Williams writes that the best condition for a writer is “that in which his work is not only convenient but unavoidable.”
Such is the position in which I find myself now. I cannot avoid writing because writing keeps me clinging to the cliffside of lfe. I cannot avoid writing because I am in a place without any distractions save from the disorder of our house, which none of us has time to clean. We’ve gone from having our floors cleaned every day to cleaning our floors every six months or so, whether they need it or not (I am reminded of Quentin Crisp’s comment that “There is no need to do any housework at all. After the first four years the dirt doesn't get any worse.”).
None of this is to glorify poverty or financial issues. We are no longer threatened with luxury; rather, we find ourselves now under unexpectedly great financial strain. We fret about the cost of groceries and how we will find a way for Theo to go to university. If security is indeed a “kind of death” as Williams contends, we are safe. Though I do wish our situation were less dire. Fortunately, I have been able to make a bit of money working with a Parisien author; my editing wages paid for our recent trip to London. But our bodies and minds were made for struggle. An effortless life is no life at all.
What we need, Williams writes, is an “obsessive interest in human affairs, plus a certain amount of compassion and moral conviction, that first made the experience of living something that must be translated into pigment or music or bodily movement or poetry or prose or anything that’s dynamic and expressive—that’s what’s good for you if you’re at all serious in your aims.”
This essay was still on my mind while talking Theo one evening. She had been explaining what makes a boy she knows particularly attractive, an evergreen topic. She talked about how he put effort into being funny, that that effort was obvious. She said he was enthusiastic. Emotional. Not “effortlessly cool.”
Why should we aspire to be “effortlessly” anything? she asked. “I like people who are making an effort, who are openly enthusiastic and show their feelings.” She told me that the teacher had been reading aloud from Ionesco’s Rhinoceros in her class, and when she had to make the noises of a man turning into a rhinoceros, the kids laughed at her. She asked a student to take over, and Theo volunteered. “And I gave my all to making the noises I thought that a man would make who was trying to turn into a rhinoceros,” she told me. “I was as rhinoceros as I know how to be.”
That, I think, is one of the joys of effort.
PS: Just before sending out this newsletter, I got my latest blood tests, in advance of my scan tomorrow. The news is not good; my tumor markers are rising again, despite the taxol and bevacizumab. I am shattered and scared.

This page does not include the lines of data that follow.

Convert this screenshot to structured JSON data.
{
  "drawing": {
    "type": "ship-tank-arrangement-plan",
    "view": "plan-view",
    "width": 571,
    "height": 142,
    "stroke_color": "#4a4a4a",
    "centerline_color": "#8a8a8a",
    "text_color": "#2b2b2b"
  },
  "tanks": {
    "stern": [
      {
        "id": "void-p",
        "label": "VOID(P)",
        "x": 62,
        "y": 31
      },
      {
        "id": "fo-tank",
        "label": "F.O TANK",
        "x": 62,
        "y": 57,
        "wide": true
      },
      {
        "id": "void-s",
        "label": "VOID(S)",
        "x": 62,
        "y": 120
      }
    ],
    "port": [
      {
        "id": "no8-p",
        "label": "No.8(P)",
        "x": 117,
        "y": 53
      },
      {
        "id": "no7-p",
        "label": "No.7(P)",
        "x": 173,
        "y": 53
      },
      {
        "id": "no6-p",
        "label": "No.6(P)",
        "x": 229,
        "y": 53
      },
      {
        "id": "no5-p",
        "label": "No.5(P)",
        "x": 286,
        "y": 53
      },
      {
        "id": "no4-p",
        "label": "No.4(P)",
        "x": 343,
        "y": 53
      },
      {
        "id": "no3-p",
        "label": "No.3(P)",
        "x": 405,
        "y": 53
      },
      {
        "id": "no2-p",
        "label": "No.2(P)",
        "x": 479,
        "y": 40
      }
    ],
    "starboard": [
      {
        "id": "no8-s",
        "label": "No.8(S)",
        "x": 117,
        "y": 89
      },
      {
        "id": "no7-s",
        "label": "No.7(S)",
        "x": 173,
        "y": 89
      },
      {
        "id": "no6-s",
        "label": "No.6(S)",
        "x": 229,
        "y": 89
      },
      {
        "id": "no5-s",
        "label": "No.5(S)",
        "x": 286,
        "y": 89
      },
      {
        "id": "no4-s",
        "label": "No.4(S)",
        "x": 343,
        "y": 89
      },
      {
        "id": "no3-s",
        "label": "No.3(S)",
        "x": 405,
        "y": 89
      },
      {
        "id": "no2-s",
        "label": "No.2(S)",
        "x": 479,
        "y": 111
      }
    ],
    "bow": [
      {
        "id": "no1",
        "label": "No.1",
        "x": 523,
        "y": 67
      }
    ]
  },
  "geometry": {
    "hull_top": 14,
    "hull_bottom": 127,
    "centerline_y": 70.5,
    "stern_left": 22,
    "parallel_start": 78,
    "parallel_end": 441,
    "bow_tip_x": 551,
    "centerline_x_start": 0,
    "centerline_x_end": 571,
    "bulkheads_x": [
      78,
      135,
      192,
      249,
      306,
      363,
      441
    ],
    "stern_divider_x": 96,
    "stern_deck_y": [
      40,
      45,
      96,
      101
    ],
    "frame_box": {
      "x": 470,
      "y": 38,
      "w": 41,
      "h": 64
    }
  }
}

And will tell you more next week.
Im trying to get caught up .
The wedding dress story was just beautiful and such a gift to Theo, yourself and your readers. Will
hope to hear about your scan and tests. Enjoyed the TW piece as it tied into your diplomatic life!

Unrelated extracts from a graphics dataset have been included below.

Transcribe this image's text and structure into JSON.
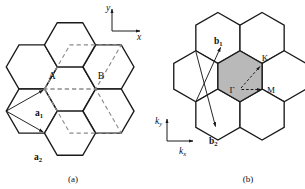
{
  "figure": {
    "background_color": "#ffffff",
    "line_color": "#1a1a1a",
    "dashed_cell_color": "#8c8c8c",
    "brillouin_zone_fill": "#b9b9b9"
  },
  "panel_a": {
    "caption": "(a)",
    "axes": {
      "x_label": "x",
      "y_label": "y"
    },
    "atoms": [
      {
        "label": "A"
      },
      {
        "label": "B"
      }
    ],
    "vectors": [
      {
        "name": "a1",
        "label": "a",
        "subscript": "1"
      },
      {
        "name": "a2",
        "label": "a",
        "subscript": "2"
      }
    ],
    "unit_cell": {
      "shape": "rhombus",
      "style": "dashed"
    },
    "hexagon_count": 7,
    "hexagon_orientation": "flat-top"
  },
  "panel_b": {
    "caption": "(b)",
    "axes": {
      "kx_label": "k",
      "kx_subscript": "x",
      "ky_label": "k",
      "ky_subscript": "y"
    },
    "vectors": [
      {
        "name": "b1",
        "label": "b",
        "subscript": "1"
      },
      {
        "name": "b2",
        "label": "b",
        "subscript": "2"
      }
    ],
    "symmetry_points": [
      {
        "label": "Γ",
        "name": "gamma"
      },
      {
        "label": "K",
        "name": "k-point"
      },
      {
        "label": "M",
        "name": "m-point"
      }
    ],
    "brillouin_zone": {
      "shaded": true,
      "fill": "#b9b9b9"
    },
    "hexagon_count": 7,
    "hexagon_orientation": "pointy-top"
  }
}
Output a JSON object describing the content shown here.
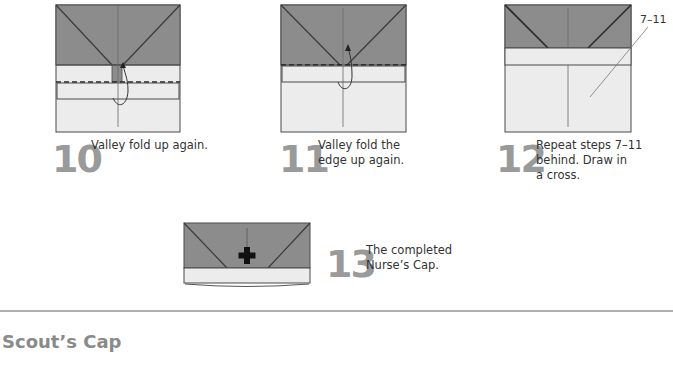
{
  "colors": {
    "paper_dark": "#8c8c8c",
    "paper_light": "#ececec",
    "line": "#4a4a4a",
    "step_number": "#9a9a9a",
    "section_title": "#8a8a8a",
    "divider": "#b0b0b0"
  },
  "steps": [
    {
      "number": "10",
      "text": "Valley fold up again."
    },
    {
      "number": "11",
      "text": "Valley fold the\nedge up again."
    },
    {
      "number": "12",
      "text": "Repeat steps 7–11\nbehind. Draw in\na cross.",
      "reference_label": "7–11"
    },
    {
      "number": "13",
      "text": "The completed\nNurse’s Cap."
    }
  ],
  "section": {
    "title": "Scout’s Cap"
  }
}
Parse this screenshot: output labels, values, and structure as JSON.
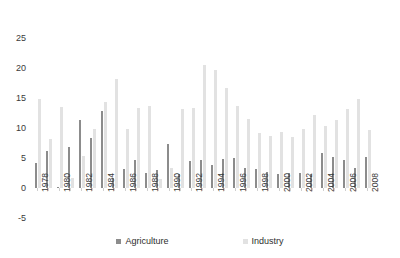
{
  "chart_data": {
    "type": "bar",
    "title": "",
    "xlabel": "",
    "ylabel": "",
    "ylim": [
      -5,
      25
    ],
    "yticks": [
      25,
      20,
      15,
      10,
      5,
      0,
      -5
    ],
    "grid": false,
    "legend_position": "bottom",
    "categories": [
      "1978",
      "1979",
      "1980",
      "1981",
      "1982",
      "1983",
      "1984",
      "1985",
      "1986",
      "1987",
      "1988",
      "1989",
      "1990",
      "1991",
      "1992",
      "1993",
      "1994",
      "1995",
      "1996",
      "1997",
      "1998",
      "1999",
      "2000",
      "2001",
      "2002",
      "2003",
      "2004",
      "2005",
      "2006",
      "2007",
      "2008",
      "2009"
    ],
    "tick_labels": [
      "1978",
      "1980",
      "1982",
      "1984",
      "1986",
      "1988",
      "1990",
      "1992",
      "1994",
      "1996",
      "1998",
      "2000",
      "2002",
      "2004",
      "2006",
      "2008"
    ],
    "series": [
      {
        "name": "Agriculture",
        "color": "#8c8c8c",
        "values": [
          4.1,
          6.1,
          0.2,
          6.9,
          11.4,
          8.3,
          12.9,
          1.7,
          3.2,
          4.7,
          2.5,
          3.0,
          7.3,
          2.3,
          4.5,
          4.6,
          3.8,
          4.8,
          5.0,
          3.4,
          3.2,
          2.6,
          2.4,
          2.5,
          2.5,
          2.3,
          5.9,
          5.1,
          4.6,
          3.3,
          5.1,
          0.0
        ]
      },
      {
        "name": "Industry",
        "color": "#e2e2e2",
        "values": [
          14.8,
          8.1,
          13.5,
          1.7,
          5.3,
          9.8,
          14.3,
          18.2,
          9.9,
          13.4,
          13.6,
          1.5,
          3.4,
          13.1,
          13.4,
          20.5,
          19.7,
          16.6,
          13.6,
          11.5,
          9.2,
          8.7,
          9.4,
          8.5,
          9.8,
          12.1,
          10.3,
          11.3,
          13.2,
          14.8,
          9.7,
          0.0
        ]
      }
    ]
  },
  "legend": {
    "items": [
      {
        "label": "Agriculture",
        "icon": "square-swatch-icon"
      },
      {
        "label": "Industry",
        "icon": "square-swatch-icon"
      }
    ]
  }
}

I'm sorry to hear the blood test news wasn't good. I'm thinking of you as well.
On Theo's preference for enthusiasm over effortlessness: I have been wondering when, or if, a new sincerity would arise, after so many years of wry, arch, acerbic, ironic, irreverent detachment — all of which I grew up with and found deliciously new and rebellious, and I suppose I still do. But maybe sincerity is what we need at the moment.